Angelus Address
24 September 1978 (excerpt)
This year is the thirtieth anniversary of the death of Georges Bernanos, a great Catholic writer. One of his best-known works is “Dialogues of the Carmelites”. It was published year after his death. He had prepared it working on a story of the German authoress, Gertrud von Le Fort. He had prepared it for the theatre.
It went on the stage. It was set to music and then shown on the screens of the whole world. It became extremely well known. The fact, however, was a historical one. Pius X, in 1906, right here in Rome, had beatified the sixteen Carmelites of Compiègne, martyrs during the French revolution. During the trial they were condemned “to death for fanaticism”. And one of them asked in her simplicity: “Your Honour, what does fanaticism mean?” And the judge: “It is your foolish membership of religion.” “Oh, Sisters, she then said, did you hear, we are condemned for our attachment to faith. What happiness to die for Jesus Christ!”
They were brought out of the prison of the Conciergerie, and made to climb into the fatal cart. On the way they sang hymns; when they reached the guillotine, one after the other knelt before the Prioress and renewed the vow of obedience. Then they struck up “Veni Creator”; the song, however, became weaker and weaker, as the heads of the poor Sisters fell, one by one, under the guillotine. The Prioress, Sister Theresa of St Augustine, was the last, and her last words were the following: “Love will always be victorious, love can do everything.” That was the right word, not violence, but love, can do everything. Let us ask the Lord for the grace that a new wave of love for our neighbour may sweep over this poor world.
Blessed John Paul I

Nota Bene: Since the publication of Gertrud Von le Fort’s The Song at the Scaffold and George Bernanos’ Dialogues of the Carmelites, scholars have since determined that the actual chant sung by the Discalced Carmelite martyrs of Compiègne was begun by the novice, Sr. Constance as she climbed the steps. She chanted Psalm 117, Laudate Dominum omnes gentes, which was the chant intoned by Mother Anne of Jesus when she founded the first Discalced Carmelite monastery in Paris in 1603.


Task to carry out:
Among the records below, find the line that has "You are a GUI"; from there, give the lines again exactly, and stop after the line that has "Task: Click on the h2: Confirm Activation".
──────── Extracted information ────────
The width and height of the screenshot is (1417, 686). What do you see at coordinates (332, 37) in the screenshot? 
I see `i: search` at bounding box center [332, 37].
────────
──────── Extracted information ────────
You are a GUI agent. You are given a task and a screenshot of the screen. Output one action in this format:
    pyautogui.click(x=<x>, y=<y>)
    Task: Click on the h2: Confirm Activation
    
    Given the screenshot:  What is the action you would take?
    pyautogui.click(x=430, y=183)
────────
Exercise output:
You are a GUI agent. You are given a task and a screenshot of the screen. Output one action in this format:
    pyautogui.click(x=<x>, y=<y>)
    Task: Click on the h2: Confirm Activation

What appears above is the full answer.